Reputation: 2096
I have a many to many relation between two tables in my database (MySql) :
A category can have 1 parent category, so a category can have many children. If a category has at least one child, it has no sounds in it. I do not allow sounds and children categories together.
So for a parent category, i want to get all children that may have children that may have children (...) and i want to count sounds in all children recursively.
Exemple :
Cat -> (CCat1 -> CCCat11(2 sounds), CCat2 (5 sounds), CCat3 -> CCat31 -> CCCat311 -> (CCCCat3111 (10 sounds), CCCCat3111 (1 sound))

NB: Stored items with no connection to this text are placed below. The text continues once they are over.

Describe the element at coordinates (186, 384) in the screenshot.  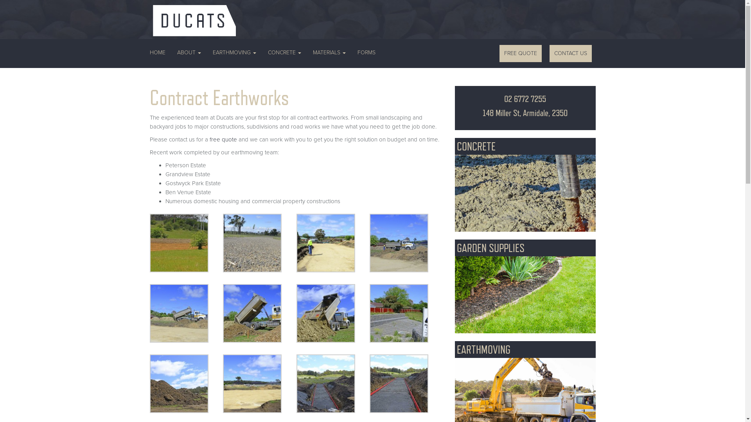
I see `Contract Earthworks` at that location.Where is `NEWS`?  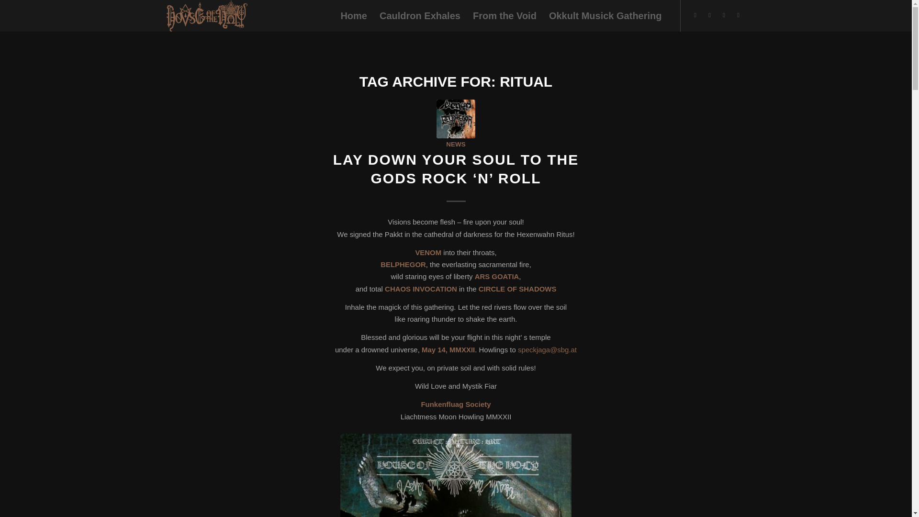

There is no deep limit, that's why i need a "recursively" way to count sounds.
Cat.nbSounds = 18
Upvotes: 2
Views: 4699
Reputation: 13823
The answer lies in the user of the SelectMany
operator.
int count_soundsinparent = parentCategory
.Select(x=> x.ChildCategory)
.SelectMany(x=> x.Sounds)
.Count();
Suppose you would've used a regular Select
; it would return you a list (one item per child category) of a list of sounds (one item per sound the child category has), thus creating a two-dimensional list.
What SelectMany
does is take all the elements of that list, and put it in a one dimensional list. Then you count the items in that list and voila, you have the total.
Upvotes: 4
Reputation: 2096
After more researches it seems that we can't do what i want.

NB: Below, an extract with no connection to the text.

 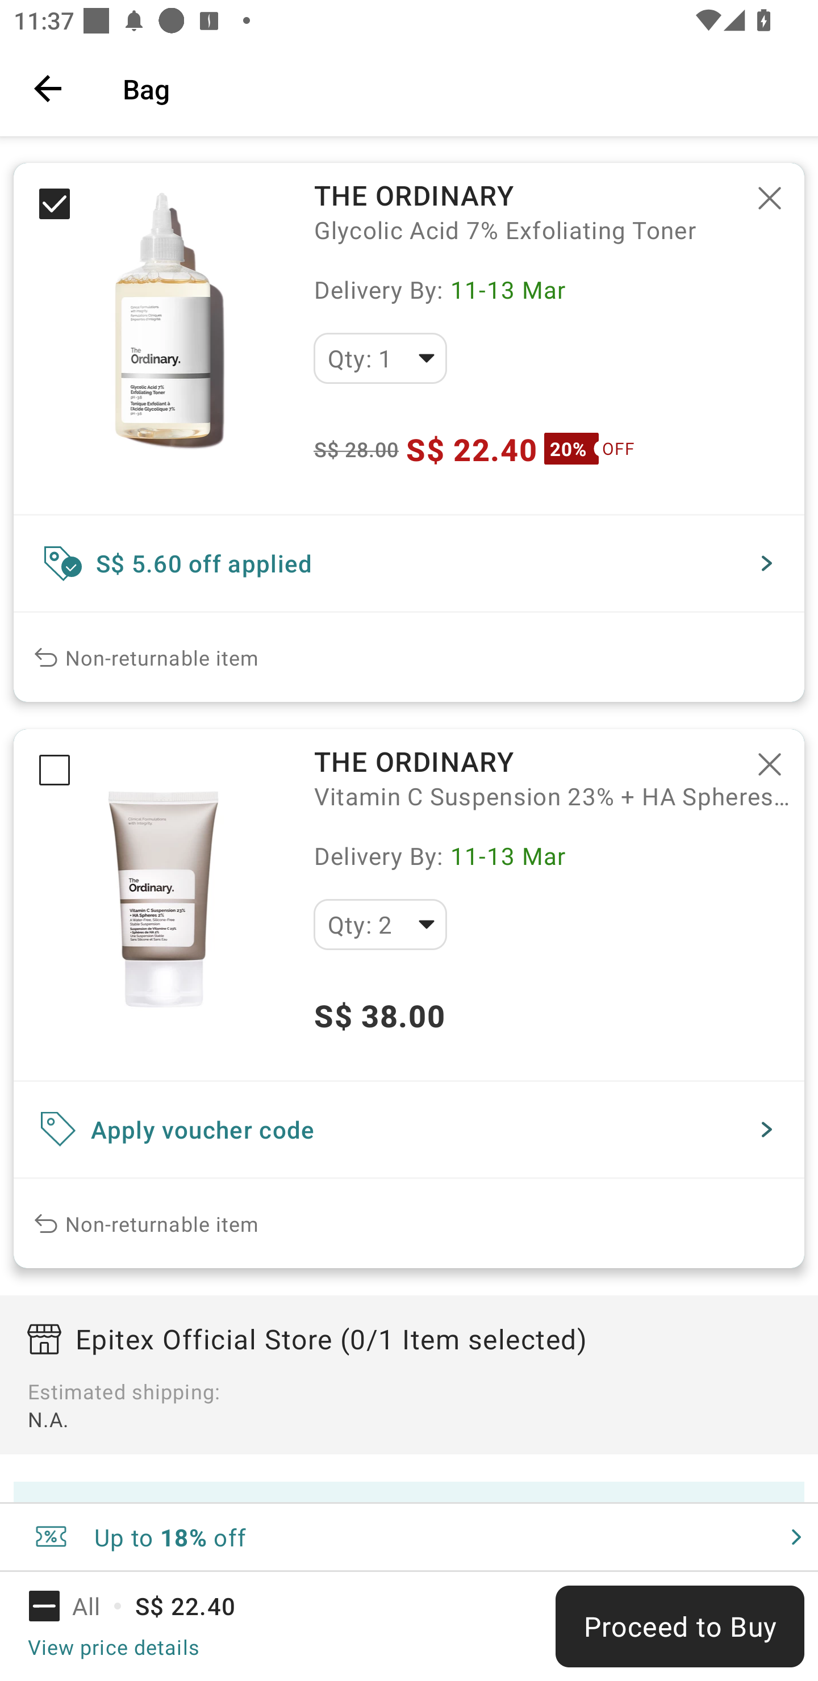 What do you see at coordinates (380, 925) in the screenshot?
I see `Qty: 2` at bounding box center [380, 925].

So i created a recursive method that retrieve children and calculate the number of sounds in each category (i count sounds in the category or i count categories children number of sounds).

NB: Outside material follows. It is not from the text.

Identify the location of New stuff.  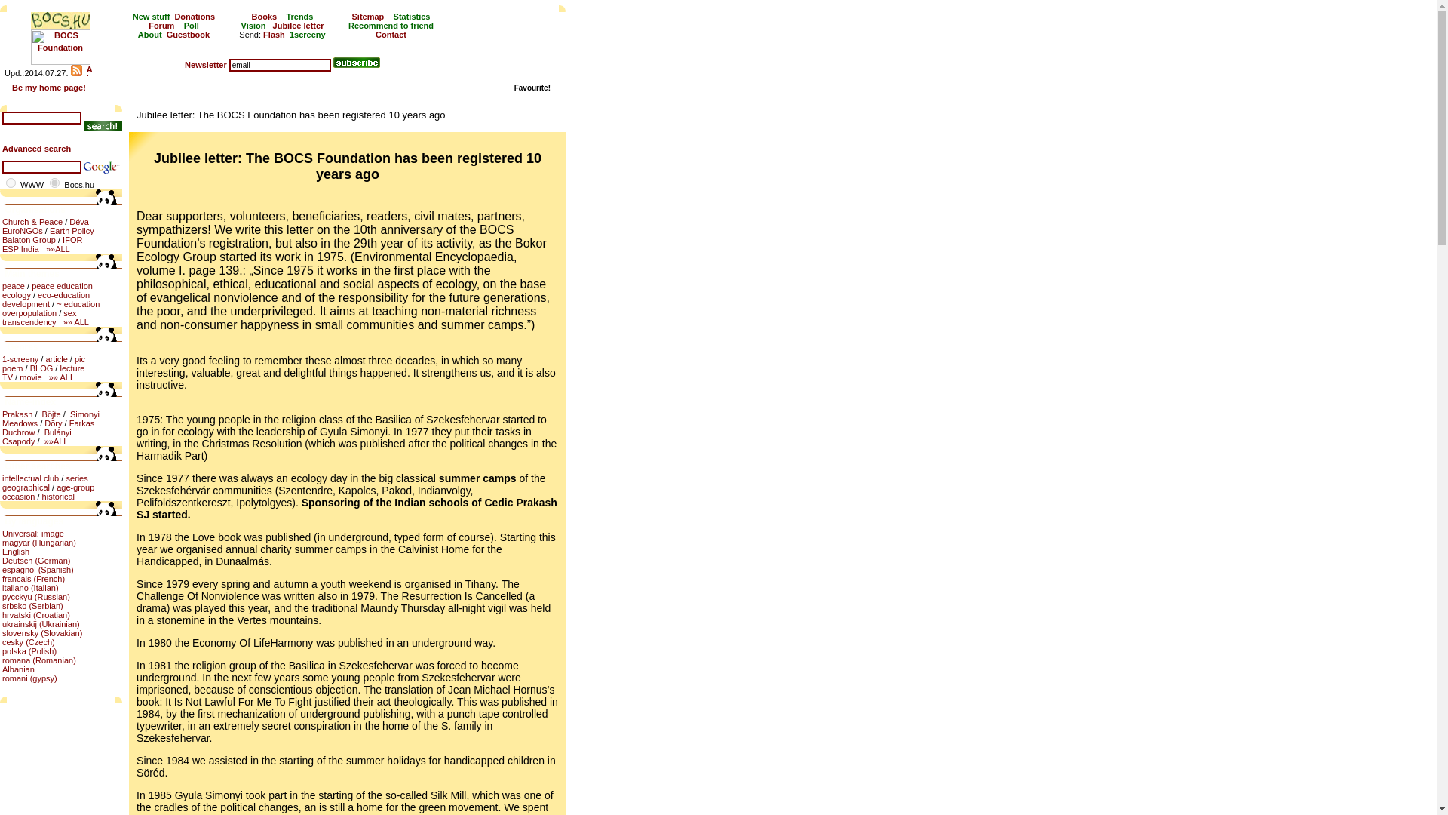
(152, 17).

If you find a magical way to do it anyway with linq to entities, i take it !
Upvotes: 0
Reputation: 63378
recursively
This requirement means you're not going to do it in a single LINQ query. Linq can't really express a recursive query with linq to objects, let alone a more comlex provider such as Linq to Entities.
With the schema you describe, you'd be better off writing a stored procedure. If you had a nested sets model, you might be able to do some mathematical manipulation of left edge and right edge numbers, but probably not with those extra rules.